Last week the Chronicle of Higher Education published my essay on public engagement. There’s some irony here, in that I just received positive reader reports on my book and entered a grant-writing period (now that I can apply for grants for the next project). So just as I’ve spoken as strongly and clearly as I can about the need for public engagement, I’ll be slowing down on the formal public front for awhile.
Bruce Holsinger, one of my favorite academic bloggers, commented on my essay and picked out the key features. He wrote:
What most struck me about his essay is what he sees as the urgent need
for more public and public-minded modes of writing from scholars at
non-elite universities. As I read him, he’s proposing a kind of
democratization of the whole notion of the public intellectual, with all
the political implications this would entail.
I want to think about some of those implications.
I don’t believe that academia is a meritocracy. I also don’t believe it’s totally random, but that the variables shaping status in academia are many and often hidden. We all know brilliant people who ended up, by choice or chance, out of the academy. We all know people whose work we seriously question who have ended up at elite schools. But the public, I think, largely sees academia as a rational hierarchical system, in which the smartest people end up at Harvard and the like, and the rest of us get stratified on down. I guess community colleges might be the lowest. This is, of course, nonsense. But think about the implications of this perception.
For one, universities react by trying to structure themselves to rise by whatever metrics might push them up the literal and imaginary ranks. It’s long been my contention, and those of pretty much everyone I know, that such metrics don’t measure the things that are really valuable. These metrics are shadows on the cave wall, we all know that, but they aren’t shadows of quality, they are shadows of imaginary prestige. They push R1 faculty out of the classroom, because only big research matters, eroding the beautiful ideal of the teacher-scholar. They create hierarchy rather than community (across and within institutions). They force faculty at teaching schools into defensive postures, rather than pride. They can limit the desire for public engagement, since it doesn’t “count.” I think they also enable administrative bloat. But these are really topics for another essay.
The key issue in terms of public engagement is that I believe, truly believe, that academics across the spectrum of schools have so much to contribute to our national discourse on basically every topic. The elites get out into the media, into congressional testimony, into political administrations, into the public consciousness. Many such public intellectuals provide brilliant and necessary comment and context on a whole host of issues. But what about the rest of us?
One example – when the “crisis of the Humanities” talk hit its recent peak, two of the voices that responded first were Anthony Grafton and Michael Bérubé. These men are giants. They are leaders in their fields. I especially look up to Bérubé because he, like me, is the father of a boy with Down syndrome. But I was wondering – where are the voices about the Humanities in the suburban community colleges? Where are the voices from the barely-surviving branch campuses? Where are the voices from the lower tier private schools? It’s not that these giants from Princeton and Penn State have nothing to say – on the contrary, we need them to speak publicly and often. I just know that there are cogent and important statements on the necessity and challenges for the Humanities coming from the entire academic world – and I know this because I hear these conversations.
Those without name recognition at regional or local schools are a great untapped resource. There’s an inefficiency in the way that our prestige economy and broader perceptions of status both limit public engagement. How do we fix this?
Social media has clearly had an impact, especially at the ability of academics to connect with each other across the lines of discipline, subject, and hierarchy. Blogs matter. Twitter matters.
I do think there’s a role for administration to play, in which explicit sustained public engagement comes to count in some way. I don’t have a good model for this. It’s not self-interested, because at my school I’m hitting my other metrics as I go. But still, I think it’s both possible and necessary.
These are just opening, forming, thoughts. Help me clarify them please!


◆ **Work item**
Word for word, print all of the lines below.

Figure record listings
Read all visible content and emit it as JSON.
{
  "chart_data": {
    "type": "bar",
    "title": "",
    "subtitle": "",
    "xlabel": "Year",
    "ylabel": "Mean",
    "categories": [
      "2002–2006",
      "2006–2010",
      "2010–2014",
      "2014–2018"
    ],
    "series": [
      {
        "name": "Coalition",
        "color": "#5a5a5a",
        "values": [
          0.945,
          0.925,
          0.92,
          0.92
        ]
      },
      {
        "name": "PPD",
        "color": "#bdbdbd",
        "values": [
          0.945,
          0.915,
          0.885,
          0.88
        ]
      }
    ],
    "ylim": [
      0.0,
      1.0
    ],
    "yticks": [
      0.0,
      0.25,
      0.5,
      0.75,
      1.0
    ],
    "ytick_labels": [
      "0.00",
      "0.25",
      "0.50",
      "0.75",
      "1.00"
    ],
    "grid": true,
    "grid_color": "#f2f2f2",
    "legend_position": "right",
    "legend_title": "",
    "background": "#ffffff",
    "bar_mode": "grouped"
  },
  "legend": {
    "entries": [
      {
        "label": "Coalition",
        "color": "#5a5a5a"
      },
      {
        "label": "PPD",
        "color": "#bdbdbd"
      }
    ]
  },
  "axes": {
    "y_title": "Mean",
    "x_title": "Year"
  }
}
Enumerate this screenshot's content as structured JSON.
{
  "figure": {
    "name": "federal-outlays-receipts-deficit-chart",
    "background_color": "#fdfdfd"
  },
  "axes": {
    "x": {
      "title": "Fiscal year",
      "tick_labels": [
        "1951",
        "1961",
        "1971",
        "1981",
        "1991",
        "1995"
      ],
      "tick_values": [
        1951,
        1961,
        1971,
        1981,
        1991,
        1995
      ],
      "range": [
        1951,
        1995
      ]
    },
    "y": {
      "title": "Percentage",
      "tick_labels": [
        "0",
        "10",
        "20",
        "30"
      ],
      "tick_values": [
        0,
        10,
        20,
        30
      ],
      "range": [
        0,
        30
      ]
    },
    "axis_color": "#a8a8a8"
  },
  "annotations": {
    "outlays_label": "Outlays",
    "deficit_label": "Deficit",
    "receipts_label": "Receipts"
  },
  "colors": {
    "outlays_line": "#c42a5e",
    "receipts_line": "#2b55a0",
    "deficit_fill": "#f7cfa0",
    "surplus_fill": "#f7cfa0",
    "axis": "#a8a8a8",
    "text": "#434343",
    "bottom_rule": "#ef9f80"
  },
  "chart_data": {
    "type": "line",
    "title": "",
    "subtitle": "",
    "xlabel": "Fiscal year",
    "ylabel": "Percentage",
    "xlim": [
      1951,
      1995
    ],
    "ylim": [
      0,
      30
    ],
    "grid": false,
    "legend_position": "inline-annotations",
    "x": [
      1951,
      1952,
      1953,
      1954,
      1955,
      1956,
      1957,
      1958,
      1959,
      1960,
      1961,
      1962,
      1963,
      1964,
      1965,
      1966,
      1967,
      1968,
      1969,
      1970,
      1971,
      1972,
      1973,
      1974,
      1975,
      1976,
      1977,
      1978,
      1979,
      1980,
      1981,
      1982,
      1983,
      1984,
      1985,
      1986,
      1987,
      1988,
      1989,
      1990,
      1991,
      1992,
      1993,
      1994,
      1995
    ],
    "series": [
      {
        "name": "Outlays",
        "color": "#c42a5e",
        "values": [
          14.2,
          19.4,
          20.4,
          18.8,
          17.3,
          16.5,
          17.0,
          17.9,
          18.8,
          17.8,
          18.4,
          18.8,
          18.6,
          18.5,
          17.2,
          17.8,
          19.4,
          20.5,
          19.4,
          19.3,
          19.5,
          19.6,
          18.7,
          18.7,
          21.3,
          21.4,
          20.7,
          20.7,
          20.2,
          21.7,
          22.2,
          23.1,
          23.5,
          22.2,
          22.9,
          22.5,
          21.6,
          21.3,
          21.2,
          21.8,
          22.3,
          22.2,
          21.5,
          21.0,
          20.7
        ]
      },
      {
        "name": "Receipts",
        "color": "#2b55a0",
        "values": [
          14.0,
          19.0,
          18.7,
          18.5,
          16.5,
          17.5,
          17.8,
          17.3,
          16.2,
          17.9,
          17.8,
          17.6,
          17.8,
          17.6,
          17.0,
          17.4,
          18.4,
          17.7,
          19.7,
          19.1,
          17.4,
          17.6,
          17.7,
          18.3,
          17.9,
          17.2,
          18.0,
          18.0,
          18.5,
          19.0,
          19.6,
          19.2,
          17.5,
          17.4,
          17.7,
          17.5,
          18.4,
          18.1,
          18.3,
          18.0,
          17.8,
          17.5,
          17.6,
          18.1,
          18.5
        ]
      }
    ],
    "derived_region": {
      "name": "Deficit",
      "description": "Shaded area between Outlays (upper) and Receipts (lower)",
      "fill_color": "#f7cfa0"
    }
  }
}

◆ **Result below**
Read all visible content and emit it as JSON.
{
  "chart_data": {
    "type": "bar",
    "title": "",
    "subtitle": "",
    "xlabel": "Year",
    "ylabel": "Mean",
    "categories": [
      "2002–2006",
      "2006–2010",
      "2010–2014",
      "2014–2018"
    ],
    "series": [
      {
        "name": "Coalition",
        "color": "#5a5a5a",
        "values": [
          0.945,
          0.925,
          0.92,
          0.92
        ]
      },
      {
        "name": "PPD",
        "color": "#bdbdbd",
        "values": [
          0.945,
          0.915,
          0.885,
          0.88
        ]
      }
    ],
    "ylim": [
      0.0,
      1.0
    ],
    "yticks": [
      0.0,
      0.25,
      0.5,
      0.75,
      1.0
    ],
    "ytick_labels": [
      "0.00",
      "0.25",
      "0.50",
      "0.75",
      "1.00"
    ],
    "grid": true,
    "grid_color": "#f2f2f2",
    "legend_position": "right",
    "legend_title": "",
    "background": "#ffffff",
    "bar_mode": "grouped"
  },
  "legend": {
    "entries": [
      {
        "label": "Coalition",
        "color": "#5a5a5a"
      },
      {
        "label": "PPD",
        "color": "#bdbdbd"
      }
    ]
  },
  "axes": {
    "y_title": "Mean",
    "x_title": "Year"
  }
}
Enumerate this screenshot's content as structured JSON.
{
  "figure": {
    "name": "federal-outlays-receipts-deficit-chart",
    "background_color": "#fdfdfd"
  },
  "axes": {
    "x": {
      "title": "Fiscal year",
      "tick_labels": [
        "1951",
        "1961",
        "1971",
        "1981",
        "1991",
        "1995"
      ],
      "tick_values": [
        1951,
        1961,
        1971,
        1981,
        1991,
        1995
      ],
      "range": [
        1951,
        1995
      ]
    },
    "y": {
      "title": "Percentage",
      "tick_labels": [
        "0",
        "10",
        "20",
        "30"
      ],
      "tick_values": [
        0,
        10,
        20,
        30
      ],
      "range": [
        0,
        30
      ]
    },
    "axis_color": "#a8a8a8"
  },
  "annotations": {
    "outlays_label": "Outlays",
    "deficit_label": "Deficit",
    "receipts_label": "Receipts"
  },
  "colors": {
    "outlays_line": "#c42a5e",
    "receipts_line": "#2b55a0",
    "deficit_fill": "#f7cfa0",
    "surplus_fill": "#f7cfa0",
    "axis": "#a8a8a8",
    "text": "#434343",
    "bottom_rule": "#ef9f80"
  },
  "chart_data": {
    "type": "line",
    "title": "",
    "subtitle": "",
    "xlabel": "Fiscal year",
    "ylabel": "Percentage",
    "xlim": [
      1951,
      1995
    ],
    "ylim": [
      0,
      30
    ],
    "grid": false,
    "legend_position": "inline-annotations",
    "x": [
      1951,
      1952,
      1953,
      1954,
      1955,
      1956,
      1957,
      1958,
      1959,
      1960,
      1961,
      1962,
      1963,
      1964,
      1965,
      1966,
      1967,
      1968,
      1969,
      1970,
      1971,
      1972,
      1973,
      1974,
      1975,
      1976,
      1977,
      1978,
      1979,
      1980,
      1981,
      1982,
      1983,
      1984,
      1985,
      1986,
      1987,
      1988,
      1989,
      1990,
      1991,
      1992,
      1993,
      1994,
      1995
    ],
    "series": [
      {
        "name": "Outlays",
        "color": "#c42a5e",
        "values": [
          14.2,
          19.4,
          20.4,
          18.8,
          17.3,
          16.5,
          17.0,
          17.9,
          18.8,
          17.8,
          18.4,
          18.8,
          18.6,
          18.5,
          17.2,
          17.8,
          19.4,
          20.5,
          19.4,
          19.3,
          19.5,
          19.6,
          18.7,
          18.7,
          21.3,
          21.4,
          20.7,
          20.7,
          20.2,
          21.7,
          22.2,
          23.1,
          23.5,
          22.2,
          22.9,
          22.5,
          21.6,
          21.3,
          21.2,
          21.8,
          22.3,
          22.2,
          21.5,
          21.0,
          20.7
        ]
      },
      {
        "name": "Receipts",
        "color": "#2b55a0",
        "values": [
          14.0,
          19.0,
          18.7,
          18.5,
          16.5,
          17.5,
          17.8,
          17.3,
          16.2,
          17.9,
          17.8,
          17.6,
          17.8,
          17.6,
          17.0,
          17.4,
          18.4,
          17.7,
          19.7,
          19.1,
          17.4,
          17.6,
          17.7,
          18.3,
          17.9,
          17.2,
          18.0,
          18.0,
          18.5,
          19.0,
          19.6,
          19.2,
          17.5,
          17.4,
          17.7,
          17.5,
          18.4,
          18.1,
          18.3,
          18.0,
          17.8,
          17.5,
          17.6,
          18.1,
          18.5
        ]
      }
    ],
    "derived_region": {
      "name": "Deficit",
      "description": "Shaded area between Outlays (upper) and Receipts (lower)",
      "fill_color": "#f7cfa0"
    }
  }
}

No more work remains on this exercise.